Journal
PROCEEDINGS OF THE NATIONAL ACADEMY OF SCIENCES OF THE UNITED STATES OF AMERICA
Volume 97, Issue 20, Pages 10984-10989Publisher
NATL ACAD SCIENCES
DOI: 10.1073/pnas.190167297
Keywords
-
Categories
Funding
- NCI NIH HHS [CA78431, R01 CA078431] Funding Source: Medline
Ask authors/readers for more resources
The MLL-ELL fusion gene results from the translocation t(11;19)(q23;p13.1) that is associated with de novo and therapy-related acute myeloid leukemia. To study its transforming properties, we retrovirally transduced primary murine hematopoietic progenitors and assessed their growth properties both in vitro and in vivo. MLL-ELL increased the proliferation of myeloid colony-forming cells in methylcellulose cultures upon serial replating, whereas overexpression of ELL alone had no effect. We reconstituted lethally irradiated congenic mice with bone marrow progenitors transduced with MLL-ELL or the control MIE vector encoding the enhanced green fluorescent protein. When the peripheral blood of the mice was analyzed 11-13 weeks postreconstitution, we found that the engraftment of the MLL-ELL-transduced cells was superior to that of the MIE controls. At this time point, the contribution of the donor cells was normally distributed among the myeloid and nonmyeloid compartments. Although all of the MIE animals (n = 10) remained healthy for more than a year, all of the MLL-ELL mice (n = 20) succumbed to monoclonal or pauciclonal acute myeloid leukemias within 100-200 days. The leukemic cells were readily transplantable to secondary recipients and could be established as immortalized cell lines in liquid cultures. These studies demonstrate the enhancing effect of MLL-ELL on the proliferative potential of myeloid progenitors as well as its causal role in the genesis of acute myeloid leukemias.
Authors
I am an author on this paper
Click your name to claim this paper and add it to your profile.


> **What you should do**
Report every line of the listing below in which the string "transitions" appears.

> **Records for the exercise**
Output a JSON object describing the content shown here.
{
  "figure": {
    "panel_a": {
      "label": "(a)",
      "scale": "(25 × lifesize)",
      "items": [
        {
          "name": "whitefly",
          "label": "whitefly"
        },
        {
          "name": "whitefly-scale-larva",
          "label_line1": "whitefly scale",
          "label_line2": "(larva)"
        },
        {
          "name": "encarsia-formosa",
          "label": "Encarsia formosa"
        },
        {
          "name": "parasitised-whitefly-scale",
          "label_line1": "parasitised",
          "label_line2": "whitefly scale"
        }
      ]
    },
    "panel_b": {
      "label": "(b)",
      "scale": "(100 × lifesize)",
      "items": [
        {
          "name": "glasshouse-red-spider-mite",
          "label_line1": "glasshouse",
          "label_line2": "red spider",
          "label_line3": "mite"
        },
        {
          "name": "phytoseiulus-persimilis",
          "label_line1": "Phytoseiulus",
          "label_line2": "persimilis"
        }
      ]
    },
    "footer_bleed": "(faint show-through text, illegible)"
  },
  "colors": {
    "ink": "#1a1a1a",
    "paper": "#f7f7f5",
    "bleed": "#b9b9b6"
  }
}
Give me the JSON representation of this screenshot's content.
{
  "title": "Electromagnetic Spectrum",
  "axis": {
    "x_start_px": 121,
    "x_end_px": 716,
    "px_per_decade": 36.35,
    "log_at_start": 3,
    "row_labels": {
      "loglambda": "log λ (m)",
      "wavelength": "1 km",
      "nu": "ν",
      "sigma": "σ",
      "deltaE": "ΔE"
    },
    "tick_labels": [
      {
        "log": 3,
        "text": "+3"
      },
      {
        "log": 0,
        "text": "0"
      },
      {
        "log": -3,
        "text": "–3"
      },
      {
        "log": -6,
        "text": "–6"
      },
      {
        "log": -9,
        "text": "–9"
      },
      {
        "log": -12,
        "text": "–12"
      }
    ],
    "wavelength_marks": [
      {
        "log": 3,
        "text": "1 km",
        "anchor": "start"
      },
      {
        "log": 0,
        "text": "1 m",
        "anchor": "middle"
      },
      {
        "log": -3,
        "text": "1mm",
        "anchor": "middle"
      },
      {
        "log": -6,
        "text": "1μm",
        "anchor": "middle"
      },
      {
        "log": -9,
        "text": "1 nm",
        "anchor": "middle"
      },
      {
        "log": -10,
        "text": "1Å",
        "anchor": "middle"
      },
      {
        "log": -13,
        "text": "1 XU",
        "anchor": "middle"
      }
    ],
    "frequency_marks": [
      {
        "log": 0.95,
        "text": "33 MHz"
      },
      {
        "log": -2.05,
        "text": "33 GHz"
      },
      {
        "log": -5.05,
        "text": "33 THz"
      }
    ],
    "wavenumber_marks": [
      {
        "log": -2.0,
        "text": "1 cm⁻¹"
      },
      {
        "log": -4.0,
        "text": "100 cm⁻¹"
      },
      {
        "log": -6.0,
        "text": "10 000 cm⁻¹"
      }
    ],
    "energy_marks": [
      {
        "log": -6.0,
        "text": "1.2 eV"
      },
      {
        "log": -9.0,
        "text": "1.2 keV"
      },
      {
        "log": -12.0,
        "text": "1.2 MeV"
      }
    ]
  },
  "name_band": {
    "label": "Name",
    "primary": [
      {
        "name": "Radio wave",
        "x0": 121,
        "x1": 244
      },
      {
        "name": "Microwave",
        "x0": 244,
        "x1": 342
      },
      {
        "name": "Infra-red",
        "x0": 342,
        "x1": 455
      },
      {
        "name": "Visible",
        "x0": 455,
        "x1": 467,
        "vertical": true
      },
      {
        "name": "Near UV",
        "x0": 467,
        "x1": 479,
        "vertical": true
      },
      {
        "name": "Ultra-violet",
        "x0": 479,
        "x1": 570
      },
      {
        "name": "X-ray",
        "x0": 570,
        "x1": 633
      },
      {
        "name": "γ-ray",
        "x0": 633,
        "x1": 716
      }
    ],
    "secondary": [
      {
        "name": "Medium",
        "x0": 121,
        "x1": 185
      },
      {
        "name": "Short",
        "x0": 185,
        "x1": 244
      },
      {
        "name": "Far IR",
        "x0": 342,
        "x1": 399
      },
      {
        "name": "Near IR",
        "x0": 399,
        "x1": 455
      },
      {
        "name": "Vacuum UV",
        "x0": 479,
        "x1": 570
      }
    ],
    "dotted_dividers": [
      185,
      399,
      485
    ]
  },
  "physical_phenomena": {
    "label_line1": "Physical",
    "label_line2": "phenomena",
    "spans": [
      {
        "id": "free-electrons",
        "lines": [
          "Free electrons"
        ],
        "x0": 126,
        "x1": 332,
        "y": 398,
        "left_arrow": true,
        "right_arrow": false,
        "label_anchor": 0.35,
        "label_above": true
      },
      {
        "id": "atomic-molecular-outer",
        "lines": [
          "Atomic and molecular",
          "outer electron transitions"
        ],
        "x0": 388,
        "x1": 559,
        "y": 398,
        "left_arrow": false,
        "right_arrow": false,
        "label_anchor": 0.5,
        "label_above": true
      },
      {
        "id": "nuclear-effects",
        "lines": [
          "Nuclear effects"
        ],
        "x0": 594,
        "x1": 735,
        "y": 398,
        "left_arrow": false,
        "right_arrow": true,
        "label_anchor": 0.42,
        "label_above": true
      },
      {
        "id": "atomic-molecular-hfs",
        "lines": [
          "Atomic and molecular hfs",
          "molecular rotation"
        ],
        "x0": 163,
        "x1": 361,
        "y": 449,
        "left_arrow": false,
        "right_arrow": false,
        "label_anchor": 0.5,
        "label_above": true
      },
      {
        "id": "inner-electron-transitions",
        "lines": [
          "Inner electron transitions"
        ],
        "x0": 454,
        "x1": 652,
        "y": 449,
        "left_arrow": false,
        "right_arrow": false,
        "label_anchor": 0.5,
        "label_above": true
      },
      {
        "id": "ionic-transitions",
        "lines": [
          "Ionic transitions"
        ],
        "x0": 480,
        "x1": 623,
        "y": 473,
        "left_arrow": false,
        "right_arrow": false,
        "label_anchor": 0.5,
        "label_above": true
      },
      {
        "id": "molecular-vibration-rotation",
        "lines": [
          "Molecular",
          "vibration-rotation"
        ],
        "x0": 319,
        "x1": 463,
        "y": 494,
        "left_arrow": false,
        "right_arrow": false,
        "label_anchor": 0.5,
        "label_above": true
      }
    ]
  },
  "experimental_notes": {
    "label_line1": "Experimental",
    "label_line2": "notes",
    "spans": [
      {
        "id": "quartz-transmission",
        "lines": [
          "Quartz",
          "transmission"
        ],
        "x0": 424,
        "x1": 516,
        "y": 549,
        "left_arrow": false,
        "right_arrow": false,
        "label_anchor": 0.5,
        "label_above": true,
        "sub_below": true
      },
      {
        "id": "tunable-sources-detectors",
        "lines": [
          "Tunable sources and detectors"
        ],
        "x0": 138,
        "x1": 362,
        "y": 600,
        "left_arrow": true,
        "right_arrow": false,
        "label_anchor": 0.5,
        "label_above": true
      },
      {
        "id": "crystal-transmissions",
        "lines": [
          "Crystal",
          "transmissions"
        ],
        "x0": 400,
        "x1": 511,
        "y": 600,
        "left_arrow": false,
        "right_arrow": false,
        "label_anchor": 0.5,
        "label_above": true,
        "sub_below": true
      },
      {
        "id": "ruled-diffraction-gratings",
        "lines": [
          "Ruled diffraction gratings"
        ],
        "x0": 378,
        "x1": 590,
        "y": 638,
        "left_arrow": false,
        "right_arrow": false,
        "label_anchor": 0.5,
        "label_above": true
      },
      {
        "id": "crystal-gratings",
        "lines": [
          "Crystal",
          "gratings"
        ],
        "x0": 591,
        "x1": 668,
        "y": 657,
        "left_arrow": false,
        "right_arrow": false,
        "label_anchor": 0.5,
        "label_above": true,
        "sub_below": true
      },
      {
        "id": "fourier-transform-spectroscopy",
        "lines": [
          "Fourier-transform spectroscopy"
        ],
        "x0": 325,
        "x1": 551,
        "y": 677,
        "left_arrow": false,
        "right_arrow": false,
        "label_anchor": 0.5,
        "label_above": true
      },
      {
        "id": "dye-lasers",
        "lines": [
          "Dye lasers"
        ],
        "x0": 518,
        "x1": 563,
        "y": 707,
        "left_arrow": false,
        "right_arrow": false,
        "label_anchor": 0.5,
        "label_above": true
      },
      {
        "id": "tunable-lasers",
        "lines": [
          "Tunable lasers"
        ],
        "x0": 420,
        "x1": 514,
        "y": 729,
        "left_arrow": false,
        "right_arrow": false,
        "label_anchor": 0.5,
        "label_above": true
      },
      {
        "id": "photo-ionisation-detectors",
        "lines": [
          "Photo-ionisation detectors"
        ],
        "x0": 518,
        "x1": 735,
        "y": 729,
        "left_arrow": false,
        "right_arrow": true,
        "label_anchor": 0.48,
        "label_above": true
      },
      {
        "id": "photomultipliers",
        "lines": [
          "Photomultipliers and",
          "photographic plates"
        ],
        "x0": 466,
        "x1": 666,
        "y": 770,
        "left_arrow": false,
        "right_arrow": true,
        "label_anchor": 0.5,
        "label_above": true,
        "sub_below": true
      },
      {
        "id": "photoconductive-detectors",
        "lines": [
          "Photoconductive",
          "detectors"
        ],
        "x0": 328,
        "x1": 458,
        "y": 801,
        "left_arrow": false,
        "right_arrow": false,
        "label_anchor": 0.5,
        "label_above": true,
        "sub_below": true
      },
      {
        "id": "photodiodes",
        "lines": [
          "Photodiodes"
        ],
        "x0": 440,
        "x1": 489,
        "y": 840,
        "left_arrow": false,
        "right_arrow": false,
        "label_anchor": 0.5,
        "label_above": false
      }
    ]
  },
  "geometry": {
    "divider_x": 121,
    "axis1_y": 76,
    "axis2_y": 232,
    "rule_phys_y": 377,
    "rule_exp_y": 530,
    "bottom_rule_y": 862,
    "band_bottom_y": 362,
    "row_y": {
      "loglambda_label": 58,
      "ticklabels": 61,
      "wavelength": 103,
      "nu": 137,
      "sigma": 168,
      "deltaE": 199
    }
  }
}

> **Solved exercise**
          "outer electron transitions"
        "id": "inner-electron-transitions",
          "Inner electron transitions"
        "id": "ionic-transitions",
          "Ionic transitions"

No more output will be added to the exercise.